Encore Michigan

‘Anatomy Of A Hug’ at Tipping Point embraces mother-daughter love

Review August 02, 2019 David Kiley

NORTHVILLE, MICH.–It can be hard to see yourself in one of your parents. If you don’t like who you are, and don’t like what you see in an aging mother or father, then it’s easy to fade away into the shrubs of life.

In Anatomy of A Hug, a play by Kat Ramsburg now playing at Tipping Point, here, Amelia, played by Dani Cochrane, is an angry fund-raiser for an organization modeled after Save The Children, a job that has her talking to people in the U.S. asking them to sponsor a child overseas.

The story opens with Amelia receiving her Mother, Sonia (Sandra Birch) into her apartment–just released from prison with Stage-4 cancer to die outside from prison and with her closest living relative. There is tremendous animosity coming from Amelia at Sonia who left her when she was little and landed in prison. Cochrane is hardened, but shows a softer center just enough in Ramsburg’s writing to set her character up later in the story.

Part of what leads Amelia to a softer place is Ben, her co-worker, played by Michael Lopetrone. To the credit of both Lopetrone and the playwright, Ben is not just persistent-office-guy crushing on Amelia, he is more textured than that and he is caring enough and smart enough at his core to crack her iron curtain while maintaining his dignity. His slight goofiness is endearing.

Birch is penetrating as Sonia. She did something to land in prison that Amelia can’t forgive, and she strikes a very effective balance between the harsh mothering inmate on the outside for the first time in many years, and Amelia’s mother. She is grating and sad, disruptive and yet has an unmistakable mother’s heart.

Tiffany Alisha King is Iris, the corrections social worker who got Amelia to take her in. She comes by from time to time to watch Sonia when Amelia is away. She is a spirit between mother and daughter, giving them each knowing nudges toward one another’s hearts.

Set design and projection design by Jennifer Maiseloff worked very well in The Tipping Point space, making the idea of a big projection TV in Amelia’s living room seem a real part of the story. Costume design is by Katherine Nelson.

What makes Hug so engaging is the fraught situation that the playwright gives us and the slow unraveling of the history that has created it. Family grudges are thick and ugly. But the story speaks to the responsibility we have to the family we are born with, not just the family we choose.

Director Beth Torrey honors the good writing and chose a superb cast of actors to make it come alive. The title is also clever as it speaks to how difficult it can be some times for some people with certain histories to hug, and be hugged.

And the whole production reminds us just how powerful a hug can be in the healing process.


Please transcribe the entries below without changing a single character.

§ RECORDS
^^^^^^^^

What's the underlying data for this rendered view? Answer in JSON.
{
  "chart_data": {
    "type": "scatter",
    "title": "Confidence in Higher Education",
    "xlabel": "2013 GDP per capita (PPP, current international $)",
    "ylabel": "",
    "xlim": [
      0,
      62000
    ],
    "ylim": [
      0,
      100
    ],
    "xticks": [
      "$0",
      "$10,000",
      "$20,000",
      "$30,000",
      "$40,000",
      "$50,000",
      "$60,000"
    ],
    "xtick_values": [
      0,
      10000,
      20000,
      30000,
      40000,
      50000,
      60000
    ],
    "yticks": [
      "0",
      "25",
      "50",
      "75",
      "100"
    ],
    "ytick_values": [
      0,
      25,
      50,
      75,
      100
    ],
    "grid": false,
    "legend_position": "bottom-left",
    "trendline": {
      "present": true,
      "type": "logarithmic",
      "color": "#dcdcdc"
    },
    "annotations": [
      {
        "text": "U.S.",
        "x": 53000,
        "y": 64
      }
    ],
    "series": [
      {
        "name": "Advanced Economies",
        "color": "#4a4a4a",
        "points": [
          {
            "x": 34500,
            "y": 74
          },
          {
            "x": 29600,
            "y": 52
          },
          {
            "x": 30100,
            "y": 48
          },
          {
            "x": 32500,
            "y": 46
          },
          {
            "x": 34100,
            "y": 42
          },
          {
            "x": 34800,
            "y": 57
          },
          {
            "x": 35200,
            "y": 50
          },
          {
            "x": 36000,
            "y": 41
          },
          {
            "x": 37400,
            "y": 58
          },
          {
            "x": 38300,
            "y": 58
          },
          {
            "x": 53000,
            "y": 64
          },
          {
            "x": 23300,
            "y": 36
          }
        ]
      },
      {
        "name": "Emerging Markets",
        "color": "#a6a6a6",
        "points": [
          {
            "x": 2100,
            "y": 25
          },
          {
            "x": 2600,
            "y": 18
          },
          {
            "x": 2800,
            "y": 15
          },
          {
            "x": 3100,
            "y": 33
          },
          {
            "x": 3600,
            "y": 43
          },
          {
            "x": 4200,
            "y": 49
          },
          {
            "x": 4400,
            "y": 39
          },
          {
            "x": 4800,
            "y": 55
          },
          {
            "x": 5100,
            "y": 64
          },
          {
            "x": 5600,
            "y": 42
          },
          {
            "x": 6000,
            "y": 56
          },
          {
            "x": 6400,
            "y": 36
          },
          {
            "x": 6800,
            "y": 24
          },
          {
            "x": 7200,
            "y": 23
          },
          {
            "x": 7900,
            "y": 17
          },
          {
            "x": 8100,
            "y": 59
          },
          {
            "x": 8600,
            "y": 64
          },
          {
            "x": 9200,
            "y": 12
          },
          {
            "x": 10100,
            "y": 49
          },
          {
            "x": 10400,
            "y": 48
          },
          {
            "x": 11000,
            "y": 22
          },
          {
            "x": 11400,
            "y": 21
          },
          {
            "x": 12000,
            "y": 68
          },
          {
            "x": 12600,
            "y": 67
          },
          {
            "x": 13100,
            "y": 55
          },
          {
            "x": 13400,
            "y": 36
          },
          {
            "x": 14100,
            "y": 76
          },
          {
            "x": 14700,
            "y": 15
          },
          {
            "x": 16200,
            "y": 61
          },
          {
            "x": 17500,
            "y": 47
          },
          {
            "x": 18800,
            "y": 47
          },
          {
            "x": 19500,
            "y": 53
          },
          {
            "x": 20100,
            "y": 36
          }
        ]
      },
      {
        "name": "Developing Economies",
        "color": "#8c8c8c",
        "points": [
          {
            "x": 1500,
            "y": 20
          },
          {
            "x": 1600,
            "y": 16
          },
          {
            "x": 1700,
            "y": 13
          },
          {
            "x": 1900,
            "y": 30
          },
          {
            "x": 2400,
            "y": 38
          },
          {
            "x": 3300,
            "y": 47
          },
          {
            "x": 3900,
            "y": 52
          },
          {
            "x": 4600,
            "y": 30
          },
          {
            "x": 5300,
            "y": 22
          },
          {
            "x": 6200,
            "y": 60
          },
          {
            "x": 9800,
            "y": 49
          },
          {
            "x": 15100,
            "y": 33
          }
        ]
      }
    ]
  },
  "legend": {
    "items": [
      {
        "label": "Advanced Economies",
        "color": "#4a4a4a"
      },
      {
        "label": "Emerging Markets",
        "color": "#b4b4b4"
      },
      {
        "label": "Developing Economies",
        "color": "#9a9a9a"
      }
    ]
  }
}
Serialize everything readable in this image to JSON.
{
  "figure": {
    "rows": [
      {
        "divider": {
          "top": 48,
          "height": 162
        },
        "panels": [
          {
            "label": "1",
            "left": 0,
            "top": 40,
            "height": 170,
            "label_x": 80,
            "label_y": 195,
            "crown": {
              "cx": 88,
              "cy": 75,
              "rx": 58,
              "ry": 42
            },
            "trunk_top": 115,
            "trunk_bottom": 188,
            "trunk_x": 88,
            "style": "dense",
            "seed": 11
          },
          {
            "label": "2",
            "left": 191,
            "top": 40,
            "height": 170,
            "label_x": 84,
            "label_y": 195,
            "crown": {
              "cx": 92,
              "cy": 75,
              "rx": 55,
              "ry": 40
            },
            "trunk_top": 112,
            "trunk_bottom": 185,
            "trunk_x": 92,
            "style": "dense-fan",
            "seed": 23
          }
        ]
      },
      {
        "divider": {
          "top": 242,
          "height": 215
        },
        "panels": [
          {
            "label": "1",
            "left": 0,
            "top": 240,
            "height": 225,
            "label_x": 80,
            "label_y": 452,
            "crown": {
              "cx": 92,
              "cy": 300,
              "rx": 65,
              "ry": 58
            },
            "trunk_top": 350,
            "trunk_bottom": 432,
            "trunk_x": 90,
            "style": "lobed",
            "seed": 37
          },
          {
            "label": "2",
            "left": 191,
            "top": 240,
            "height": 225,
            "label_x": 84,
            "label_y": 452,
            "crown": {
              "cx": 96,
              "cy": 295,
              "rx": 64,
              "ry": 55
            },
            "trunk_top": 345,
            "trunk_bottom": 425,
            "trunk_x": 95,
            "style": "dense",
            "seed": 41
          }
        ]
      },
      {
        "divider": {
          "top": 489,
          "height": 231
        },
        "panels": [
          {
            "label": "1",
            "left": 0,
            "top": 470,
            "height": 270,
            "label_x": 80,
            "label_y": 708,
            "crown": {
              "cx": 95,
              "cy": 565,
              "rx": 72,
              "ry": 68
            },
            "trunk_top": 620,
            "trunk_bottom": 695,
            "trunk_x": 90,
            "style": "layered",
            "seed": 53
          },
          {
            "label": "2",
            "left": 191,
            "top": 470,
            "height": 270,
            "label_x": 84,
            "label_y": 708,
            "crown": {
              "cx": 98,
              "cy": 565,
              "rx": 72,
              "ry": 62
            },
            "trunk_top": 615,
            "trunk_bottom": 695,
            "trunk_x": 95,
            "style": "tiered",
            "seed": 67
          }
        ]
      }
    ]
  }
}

^^^^^^^^

§ FINISHED EXERCISE
What's the underlying data for this rendered view? Answer in JSON.
{
  "chart_data": {
    "type": "scatter",
    "title": "Confidence in Higher Education",
    "xlabel": "2013 GDP per capita (PPP, current international $)",
    "ylabel": "",
    "xlim": [
      0,
      62000
    ],
    "ylim": [
      0,
      100
    ],
    "xticks": [
      "$0",
      "$10,000",
      "$20,000",
      "$30,000",
      "$40,000",
      "$50,000",
      "$60,000"
    ],
    "xtick_values": [
      0,
      10000,
      20000,
      30000,
      40000,
      50000,
      60000
    ],
    "yticks": [
      "0",
      "25",
      "50",
      "75",
      "100"
    ],
    "ytick_values": [
      0,
      25,
      50,
      75,
      100
    ],
    "grid": false,
    "legend_position": "bottom-left",
    "trendline": {
      "present": true,
      "type": "logarithmic",
      "color": "#dcdcdc"
    },
    "annotations": [
      {
        "text": "U.S.",
        "x": 53000,
        "y": 64
      }
    ],
    "series": [
      {
        "name": "Advanced Economies",
        "color": "#4a4a4a",
        "points": [
          {
            "x": 34500,
            "y": 74
          },
          {
            "x": 29600,
            "y": 52
          },
          {
            "x": 30100,
            "y": 48
          },
          {
            "x": 32500,
            "y": 46
          },
          {
            "x": 34100,
            "y": 42
          },
          {
            "x": 34800,
            "y": 57
          },
          {
            "x": 35200,
            "y": 50
          },
          {
            "x": 36000,
            "y": 41
          },
          {
            "x": 37400,
            "y": 58
          },
          {
            "x": 38300,
            "y": 58
          },
          {
            "x": 53000,
            "y": 64
          },
          {
            "x": 23300,
            "y": 36
          }
        ]
      },
      {
        "name": "Emerging Markets",
        "color": "#a6a6a6",
        "points": [
          {
            "x": 2100,
            "y": 25
          },
          {
            "x": 2600,
            "y": 18
          },
          {
            "x": 2800,
            "y": 15
          },
          {
            "x": 3100,
            "y": 33
          },
          {
            "x": 3600,
            "y": 43
          },
          {
            "x": 4200,
            "y": 49
          },
          {
            "x": 4400,
            "y": 39
          },
          {
            "x": 4800,
            "y": 55
          },
          {
            "x": 5100,
            "y": 64
          },
          {
            "x": 5600,
            "y": 42
          },
          {
            "x": 6000,
            "y": 56
          },
          {
            "x": 6400,
            "y": 36
          },
          {
            "x": 6800,
            "y": 24
          },
          {
            "x": 7200,
            "y": 23
          },
          {
            "x": 7900,
            "y": 17
          },
          {
            "x": 8100,
            "y": 59
          },
          {
            "x": 8600,
            "y": 64
          },
          {
            "x": 9200,
            "y": 12
          },
          {
            "x": 10100,
            "y": 49
          },
          {
            "x": 10400,
            "y": 48
          },
          {
            "x": 11000,
            "y": 22
          },
          {
            "x": 11400,
            "y": 21
          },
          {
            "x": 12000,
            "y": 68
          },
          {
            "x": 12600,
            "y": 67
          },
          {
            "x": 13100,
            "y": 55
          },
          {
            "x": 13400,
            "y": 36
          },
          {
            "x": 14100,
            "y": 76
          },
          {
            "x": 14700,
            "y": 15
          },
          {
            "x": 16200,
            "y": 61
          },
          {
            "x": 17500,
            "y": 47
          },
          {
            "x": 18800,
            "y": 47
          },
          {
            "x": 19500,
            "y": 53
          },
          {
            "x": 20100,
            "y": 36
          }
        ]
      },
      {
        "name": "Developing Economies",
        "color": "#8c8c8c",
        "points": [
          {
            "x": 1500,
            "y": 20
          },
          {
            "x": 1600,
            "y": 16
          },
          {
            "x": 1700,
            "y": 13
          },
          {
            "x": 1900,
            "y": 30
          },
          {
            "x": 2400,
            "y": 38
          },
          {
            "x": 3300,
            "y": 47
          },
          {
            "x": 3900,
            "y": 52
          },
          {
            "x": 4600,
            "y": 30
          },
          {
            "x": 5300,
            "y": 22
          },
          {
            "x": 6200,
            "y": 60
          },
          {
            "x": 9800,
            "y": 49
          },
          {
            "x": 15100,
            "y": 33
          }
        ]
      }
    ]
  },
  "legend": {
    "items": [
      {
        "label": "Advanced Economies",
        "color": "#4a4a4a"
      },
      {
        "label": "Emerging Markets",
        "color": "#b4b4b4"
      },
      {
        "label": "Developing Economies",
        "color": "#9a9a9a"
      }
    ]
  }
}
Serialize everything readable in this image to JSON.
{
  "figure": {
    "rows": [
      {
        "divider": {
          "top": 48,
          "height": 162
        },
        "panels": [
          {
            "label": "1",
            "left": 0,
            "top": 40,
            "height": 170,
            "label_x": 80,
            "label_y": 195,
            "crown": {
              "cx": 88,
              "cy": 75,
              "rx": 58,
              "ry": 42
            },
            "trunk_top": 115,
            "trunk_bottom": 188,
            "trunk_x": 88,
            "style": "dense",
            "seed": 11
          },
          {
            "label": "2",
            "left": 191,
            "top": 40,
            "height": 170,
            "label_x": 84,
            "label_y": 195,
            "crown": {
              "cx": 92,
              "cy": 75,
              "rx": 55,
              "ry": 40
            },
            "trunk_top": 112,
            "trunk_bottom": 185,
            "trunk_x": 92,
            "style": "dense-fan",
            "seed": 23
          }
        ]
      },
      {
        "divider": {
          "top": 242,
          "height": 215
        },
        "panels": [
          {
            "label": "1",
            "left": 0,
            "top": 240,
            "height": 225,
            "label_x": 80,
            "label_y": 452,
            "crown": {
              "cx": 92,
              "cy": 300,
              "rx": 65,
              "ry": 58
            },
            "trunk_top": 350,
            "trunk_bottom": 432,
            "trunk_x": 90,
            "style": "lobed",
            "seed": 37
          },
          {
            "label": "2",
            "left": 191,
            "top": 240,
            "height": 225,
            "label_x": 84,
            "label_y": 452,
            "crown": {
              "cx": 96,
              "cy": 295,
              "rx": 64,
              "ry": 55
            },
            "trunk_top": 345,
            "trunk_bottom": 425,
            "trunk_x": 95,
            "style": "dense",
            "seed": 41
          }
        ]
      },
      {
        "divider": {
          "top": 489,
          "height": 231
        },
        "panels": [
          {
            "label": "1",
            "left": 0,
            "top": 470,
            "height": 270,
            "label_x": 80,
            "label_y": 708,
            "crown": {
              "cx": 95,
              "cy": 565,
              "rx": 72,
              "ry": 68
            },
            "trunk_top": 620,
            "trunk_bottom": 695,
            "trunk_x": 90,
            "style": "layered",
            "seed": 53
          },
          {
            "label": "2",
            "left": 191,
            "top": 470,
            "height": 270,
            "label_x": 84,
            "label_y": 708,
            "crown": {
              "cx": 98,
              "cy": 565,
              "rx": 72,
              "ry": 62
            },
            "trunk_top": 615,
            "trunk_bottom": 695,
            "trunk_x": 95,
            "style": "tiered",
            "seed": 67
          }
        ]
      }
    ]
  }
}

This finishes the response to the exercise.